Steering Committee
The Steering Committee has overall responsibility for the strategic direction of the Geneva Peacebuilding Platform, for planning its activities, and for supervising the operational work of the Coordinator. The Committee includes the current Directors of the Platform's partner institutions. The 4 Committee members operate in complementary fields, and by merging together their expertise in research, training, advocacy and the operational field work, the Geneva Peacebuilding Platform represents more than just the sum of its components.

Steering Committee members from left to right: Keith Krause (CCDP), Scott M. Weber (Interpeace), Achim Wennmann (Geneva Peacebuilding Platform), Jonathan Woolley (QUNO), and Fred Tanner (GCSP).
Keith Krause, Director of CCDP
Professor Krause obtained his D.Phil. in International Relations in 1987 from Balliol College, Oxford, where he was a Rhodes Scholar. Between 1987 and 1994 he was an Assistant and then an Associate Professor at York University (Toronto), where he was also Deputy Director, and (in 1993-94) the Acting Director of the York Centre for International and Strategic Studies. Since 1994, Keith Krause has been a Professor of International Politics at the Graduate Institute. He served as the Director of the Programme for Strategic and International Security Studies (PSIS) since 1999, which is now the Centre on Conflict, Development and Peacebuilding (CCDP). His research has concentrated on international security and arms control, and on multilateralism and global governance.
Fred Tanner, Director of the GCSP
Ambassador Fred Tanner is the Director of the Geneva Centre for Security Policy (GCSP). On 16 May 2007, the Swiss Federal Council awarded Fred Tanner the title of Ambassador. Prior to this appointment, Fred Tanner was Deputy Director of the GCSP, in charge of Academic Affairs and Training, and Visiting Professor for Swiss Security and Foreign Policy at the Graduate Institute for International Studies (GIIS/HEI) of the University of Geneva. From 1994 until 1997 he was Director of the Mediterranean Academy of Diplomatic Studies in Malta. Fred Tanner held teaching and research positions at universities such as Harvard (CFIA), Johns Hopkins (SAIS) and Princeton (CIS).
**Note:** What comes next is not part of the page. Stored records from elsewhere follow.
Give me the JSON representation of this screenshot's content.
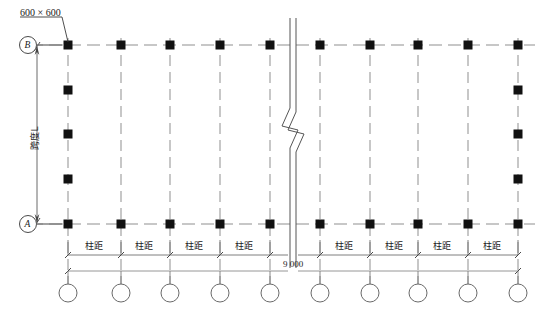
{
  "drawing": {
    "type": "structural-column-layout-plan",
    "annotations": {
      "column_size_note": "600 × 600",
      "span_label": "跨度L",
      "bay_label": "柱距",
      "center_dimension": "9 000"
    },
    "grid_bubbles": {
      "vertical": [
        {
          "id": "bubble-b",
          "label": "B",
          "position": "top-left"
        },
        {
          "id": "bubble-a",
          "label": "A",
          "position": "bottom-left"
        }
      ],
      "horizontal_count": 10,
      "horizontal_labels": [
        "",
        "",
        "",
        "",
        "",
        "",
        "",
        "",
        "",
        ""
      ]
    },
    "bay_labels": [
      "柱距",
      "柱距",
      "柱距",
      "柱距",
      "柱距",
      "柱距",
      "柱距",
      "柱距"
    ],
    "columns": {
      "shape": "filled-square",
      "size_px": 9,
      "color": "#111111",
      "top_row_x": [
        68,
        121,
        170,
        220,
        270,
        320,
        370,
        418,
        468,
        518
      ],
      "bottom_row_x": [
        68,
        121,
        170,
        220,
        270,
        320,
        370,
        418,
        468,
        518
      ],
      "top_row_y": 45,
      "bottom_row_y": 224,
      "left_edge_y": [
        45,
        90,
        134,
        179,
        224
      ],
      "right_edge_y": [
        45,
        90,
        134,
        179,
        224
      ],
      "left_edge_x": 68,
      "right_edge_x": 518
    },
    "break_line": {
      "x_left": 290,
      "x_right": 296,
      "zigzag_y": 118
    },
    "colors": {
      "column_fill": "#111111",
      "grid_line": "#8f8f8f",
      "dim_line": "#6f6f6f",
      "text": "#1a1a1a"
    }
  }
}
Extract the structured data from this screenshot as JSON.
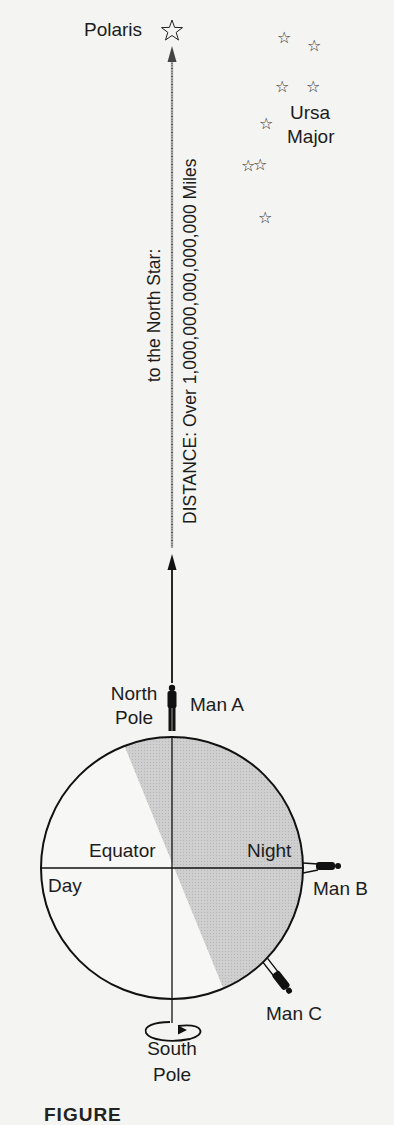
{
  "figure": {
    "polaris_label": "Polaris",
    "constellation_label_line1": "Ursa",
    "constellation_label_line2": "Major",
    "arrow_label_left": "to the North Star:",
    "arrow_label_right": "DISTANCE: Over 1,000,000,000,000,000 Miles",
    "north_pole_line1": "North",
    "north_pole_line2": "Pole",
    "south_pole_line1": "South",
    "south_pole_line2": "Pole",
    "equator_label": "Equator",
    "day_label": "Day",
    "night_label": "Night",
    "man_a_label": "Man A",
    "man_b_label": "Man B",
    "man_c_label": "Man C",
    "caption_partial": "FIGURE"
  },
  "icons": {
    "star": "☆"
  },
  "stars": [
    {
      "name": "ursa-major-star-1",
      "x": 285,
      "y": 39
    },
    {
      "name": "ursa-major-star-2",
      "x": 315,
      "y": 47
    },
    {
      "name": "ursa-major-star-3",
      "x": 283,
      "y": 88
    },
    {
      "name": "ursa-major-star-4",
      "x": 314,
      "y": 88
    },
    {
      "name": "ursa-major-star-5",
      "x": 267,
      "y": 125
    },
    {
      "name": "ursa-major-star-6",
      "x": 249,
      "y": 167
    },
    {
      "name": "ursa-major-star-7",
      "x": 261,
      "y": 166
    },
    {
      "name": "ursa-major-star-8",
      "x": 266,
      "y": 219
    }
  ],
  "colors": {
    "background": "#f4f4f2",
    "ink": "#1a1a1a",
    "night_shade": "#c9c9c9"
  }
}
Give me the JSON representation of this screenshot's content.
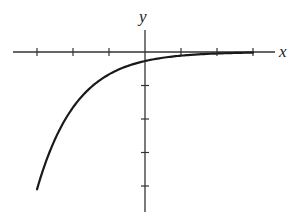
{
  "chart_data": {
    "type": "line",
    "title": "",
    "xlabel": "x",
    "ylabel": "y",
    "xlim": [
      -3.6,
      3.6
    ],
    "ylim": [
      -4.75,
      1.2
    ],
    "x_ticks": [
      -3,
      -2,
      -1,
      1,
      2,
      3
    ],
    "y_ticks": [
      -1,
      -2,
      -3,
      -4
    ],
    "tick_labels_shown": false,
    "grid": false,
    "legend": null,
    "series": [
      {
        "name": "curve",
        "color": "#1a1a1a",
        "x": [
          -3.0,
          -2.5,
          -2.0,
          -1.5,
          -1.0,
          -0.5,
          0.0,
          0.5,
          1.0,
          1.5,
          2.0,
          2.5,
          3.0
        ],
        "y": [
          -4.1,
          -2.6,
          -1.6,
          -1.0,
          -0.63,
          -0.42,
          -0.27,
          -0.17,
          -0.11,
          -0.07,
          -0.045,
          -0.03,
          -0.02
        ]
      }
    ],
    "colors": {
      "axis": "#333333",
      "curve": "#1a1a1a",
      "background": "#ffffff"
    }
  }
}
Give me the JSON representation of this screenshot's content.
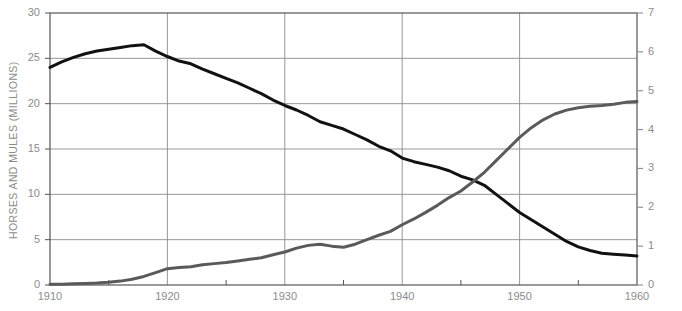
{
  "chart_data": {
    "type": "line",
    "title": "",
    "xlabel": "",
    "grid": true,
    "legend_position": "none",
    "x": [
      1910,
      1911,
      1912,
      1913,
      1914,
      1915,
      1916,
      1917,
      1918,
      1919,
      1920,
      1921,
      1922,
      1923,
      1924,
      1925,
      1926,
      1927,
      1928,
      1929,
      1930,
      1931,
      1932,
      1933,
      1934,
      1935,
      1936,
      1937,
      1938,
      1939,
      1940,
      1941,
      1942,
      1943,
      1944,
      1945,
      1946,
      1947,
      1948,
      1949,
      1950,
      1951,
      1952,
      1953,
      1954,
      1955,
      1956,
      1957,
      1958,
      1959,
      1960
    ],
    "xlim": [
      1910,
      1960
    ],
    "xticks": [
      1910,
      1920,
      1930,
      1940,
      1950,
      1960
    ],
    "xticklabels": [
      "1910",
      "1920",
      "1930",
      "1940",
      "1950",
      "1960"
    ],
    "xminor_ticks": [
      1915,
      1925,
      1935,
      1945,
      1955
    ],
    "series": [
      {
        "name": "Horses and mules",
        "axis": "left",
        "color": "#111111",
        "linewidth": 3,
        "ylabel": "HORSES AND MULES (MILLIONS)",
        "ylim": [
          0,
          30
        ],
        "yticks": [
          0,
          5,
          10,
          15,
          20,
          25,
          30
        ],
        "yticklabels": [
          "0",
          "5",
          "10",
          "15",
          "20",
          "25",
          "30"
        ],
        "values": [
          24.0,
          24.6,
          25.1,
          25.5,
          25.8,
          26.0,
          26.2,
          26.4,
          26.5,
          25.8,
          25.2,
          24.7,
          24.4,
          23.8,
          23.3,
          22.8,
          22.3,
          21.7,
          21.1,
          20.4,
          19.8,
          19.3,
          18.7,
          18.0,
          17.6,
          17.2,
          16.6,
          16.0,
          15.3,
          14.8,
          14.0,
          13.6,
          13.3,
          13.0,
          12.6,
          12.0,
          11.6,
          11.0,
          10.0,
          9.0,
          8.0,
          7.2,
          6.4,
          5.6,
          4.8,
          4.2,
          3.8,
          3.5,
          3.4,
          3.3,
          3.2
        ]
      },
      {
        "name": "Tractors",
        "axis": "right",
        "color": "#5a5a5a",
        "linewidth": 3,
        "ylabel": "TRACTORS (MILLIONS)",
        "ylim": [
          0,
          7
        ],
        "yticks": [
          0,
          1,
          2,
          3,
          4,
          5,
          6,
          7
        ],
        "yticklabels": [
          "0",
          "1",
          "2",
          "3",
          "4",
          "5",
          "6",
          "7"
        ],
        "values": [
          0.02,
          0.02,
          0.03,
          0.04,
          0.05,
          0.07,
          0.1,
          0.15,
          0.22,
          0.32,
          0.42,
          0.45,
          0.47,
          0.52,
          0.55,
          0.58,
          0.62,
          0.66,
          0.7,
          0.78,
          0.85,
          0.95,
          1.02,
          1.05,
          1.0,
          0.97,
          1.05,
          1.17,
          1.28,
          1.38,
          1.55,
          1.7,
          1.87,
          2.05,
          2.25,
          2.42,
          2.65,
          2.9,
          3.2,
          3.5,
          3.8,
          4.05,
          4.25,
          4.4,
          4.5,
          4.56,
          4.6,
          4.62,
          4.65,
          4.7,
          4.72
        ]
      }
    ],
    "annotations": {
      "crossover_year": 1946,
      "crossover_horses_millions": 11.6,
      "crossover_tractors_millions": 2.65
    }
  },
  "plot_area": {
    "left": 50,
    "top": 13,
    "right": 637,
    "bottom": 285,
    "grid_color": "#8c8c8c",
    "frame_color": "#555555",
    "background": "#ffffff"
  }
}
He holds a Ph.D. and a Master's Degree from the Fletcher School of Law and Diplomacy (Tufts University), and a Bachelor's Degree from the University of Geneva.
Scott M. Weber, Director-General of Interpeace
Scott Weber was appointed as Director-General of Interpeace in 2005. Prior to this, he acted as the Special Assistant to the Director General of Interpeace and Program Officer for Rwanda. He began his career in the United Nations, first with the Office for the Coordination of Humanitarian Affairs (OCHA) and then as a Political Officer in the Office of the Director-General of the UN in Geneva. Scott is a member of the Young Presidents' Organization (YPO). In 2009, he was selected as a Young Global Leader by the World Economic Forum. He holds a Bachelor's degree in International Relations, Economics and Russian from Georgetown University and has completed an Executive Education programme in Leadership and Public Policy at Harvard University's JFK School of Government.
Jonathan Woolley, Director of QUNO
Jonathan Woolley holds an MA in Natural Sciences and a PhD in Applied Biology from the University of Cambridge, UK. Jonathan Woolley joined QUNO Geneva in June 2011. He brings to QUNO more than thirty years’ professional experience of agricultural research, development and capacity building in some fifty countries of Latin America and the Caribbean, Africa, Asia and Oceania. Starting as a volunteer teacher in Kenya, he then worked directly with poor farmers in Nigeria, Costa Rica, Colombia and Mexico. From 1999 to 2009, he led two research networks directed at institutional reform, building cohesive small teams and strengthening innovative partnerships: a ground-breaking agricultural research fund in Ecuador, and the first phase of the "CGIAR Challenge Program on Water and Food" based in Sri Lanka and active in nine river basins around the world.